Kai blinked and narrowed his eyes, like he was trying to determine whether she was tricking him. Apparently deciding she was serious, he stepped back. "Please."

She fixed his mess from something that would have gotten her yelled at by her grandmother to something edible. When Kai tried to pour her a bowl, she accepted.

They ate in silence, though Ling could tell Kai wanted to talk. It would have been funny, how scared he seemed to talk to her, when he was the emperor of an entire country, if being alone with him didn't make her want to curl into a ball and cry.

"How do you know how to cook?" Kai asked eventually.

"I was a servant."

There it was. Kai froze, paled, whatever perception he'd had about her destroyed. "Oh."

Ling leaned back. "You thought I was an aristocrat."

Kai looked down, a little embarrassed. Tucked a piece of hair behind his ears. "I kind of assumed. After you said you had Thaumaturge training. I'm sorry, that was stupid of me."

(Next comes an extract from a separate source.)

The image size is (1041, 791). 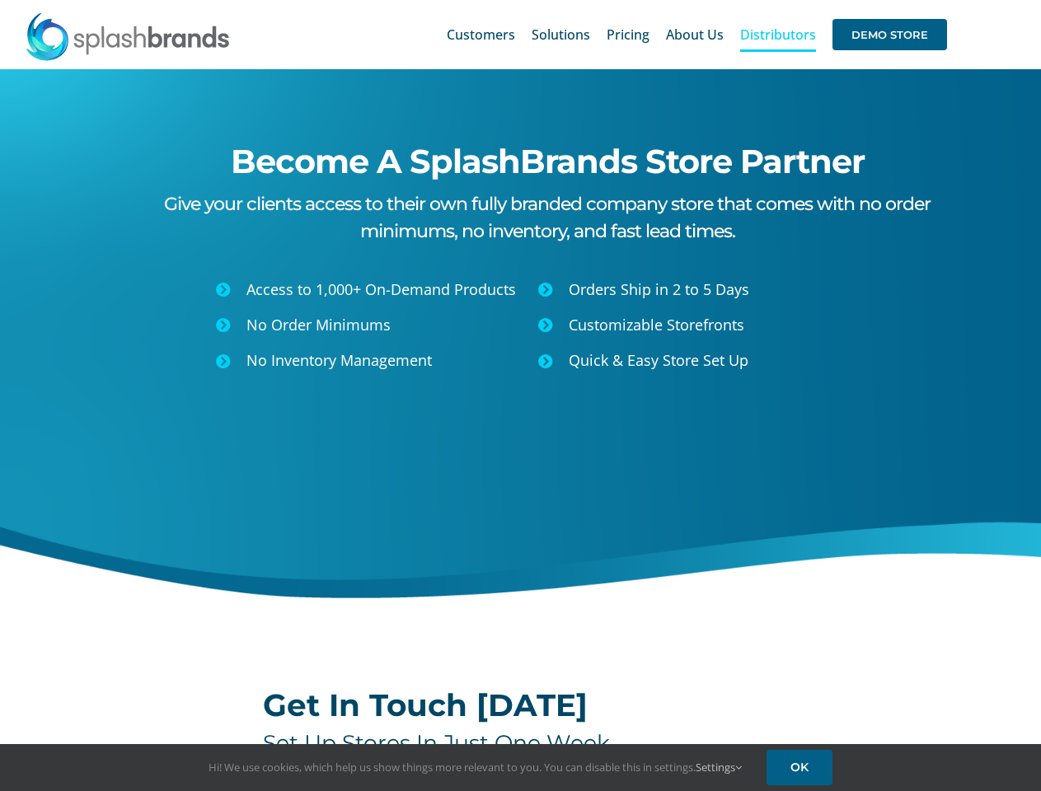 What do you see at coordinates (381, 289) in the screenshot?
I see `span: Access to 1,000+ On-Demand Products` at bounding box center [381, 289].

"Plenty of Thaumaturges grew up as servants. Maybe not as many as aristocrats, but enough. Any boy who's not powerful enough for Thaumaturge makes guard," she added, thinking of Jacin. "Though I would've just been a servant my whole life."

Kai swirled his soup. "You said you didn't have a choice. About Thaumaturge training."

"I didn't," Ling said. "Levana just . . . summoned me one day and said I was to train with Kalise until I was ready to be a Thaumaturge." It was Ling's turn to look down. "I tried to quit, but . . . Levana would have killed my family. It was the same for Kalise too."

"Why'd you try to quit?" Kai's voice had softened in a way she wasn't used to.

Ling shrugged, offering a small smile. "My sister was a shell. Kalise took me to the lab they were held in." Kai's face twisted in something almost like fury, and Ling quickly added, "she didn't know. And she was forced into it just as much as I was. I'm pretty sure she'd help us if given the chance."